Tag: William Craft

  • Though a means of escaping and undermining racial injustice, the practice comes with own set of costs and sacrifices.

  • Passing for white was an intentional strategy that enslaved people used to free themselves from bondage

  • What motivates someone to disguise their race, gender, religion, etc.? Today Danielle explores the complicated history of passing in the United States.

  • On the surface, race appears as a simple category to quantify—the color of one’s skin, the box one circles on the census, even the percentage that appears on an at-home DNA testing kit. But the reality of one’s racial identity is hardly objective.
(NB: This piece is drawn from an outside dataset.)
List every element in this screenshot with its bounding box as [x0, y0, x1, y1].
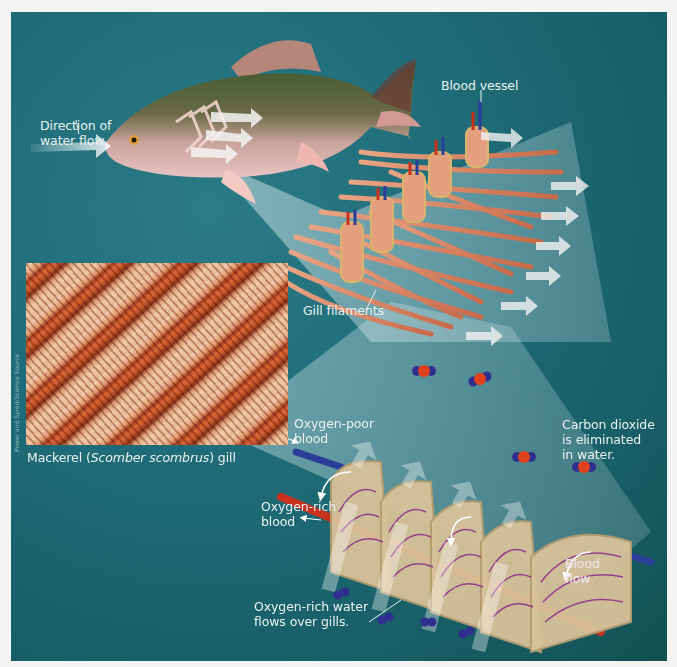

  • She must pose as a master to make herself free.

  • Love, Liberation, and Escaping Slavery: William and Ellen Craft in Cultural Memory University of Georgia Press 2015-05-15 136 pages 8 b&w photos Trim size: 6 x 9 Hardcover ISBN: 978-0-8203-3802-6 Paper ISBN: 978-0-8203-4724-0 Ebook ISBN: 978-0-8203-4832-2 Barbara McCaskill, Associate Professor of English and co-director of the Civil Rights Digital Library University of Georgia How William…

  • The Long Walk to Freedom: Runaway Slave Narratives Beacon Press 2012-08-21 288 pages 6″ x 9″ Cloth ISBN: 978-080706912-7 Devon W. Carbado, Professor of Law and African American Studies University of California, Los Angeles Donald Weise, Independent Scholar in African American history The first book about the runaway slave phenomenon written by fugitive slaves themselves.…

  • Crimes of Performance Souls: A Critical Journal of Black Politics, Culture and Society Volume 13, Issue 1 (2011) Special Issue: Black Critiques of Capital: Radicalism, Resistance, and Visions of Social Justice pages 29-45 DOI: 10.1080/10999949.2011.551476 Uri McMillan, Assistant Professor of English University of California, Los Angeles In this article, I focus on the intersections between…

  • Fugitive Vision: Slave Image and Black Identity in Antebellum Narrative Indiana University Press 2007-12-04 272 pages 30 b&w photos, 6.125 x 9.25 ISBN-13: 978-0-253-34944-6 ISBN: 0-253-34944-3 Michael A. Chaney, Associate Professor of English Dartmouth College Analyzing the impact of black abolitionist iconography on early black literature and the formation of black identity, Fugitive Vision examines…

  • Published in 1860, shortly before the start of the Civil War,” Running a Thousand Miles for Freedom” is the narrative of William and Ellen Craft’s escape from slavery.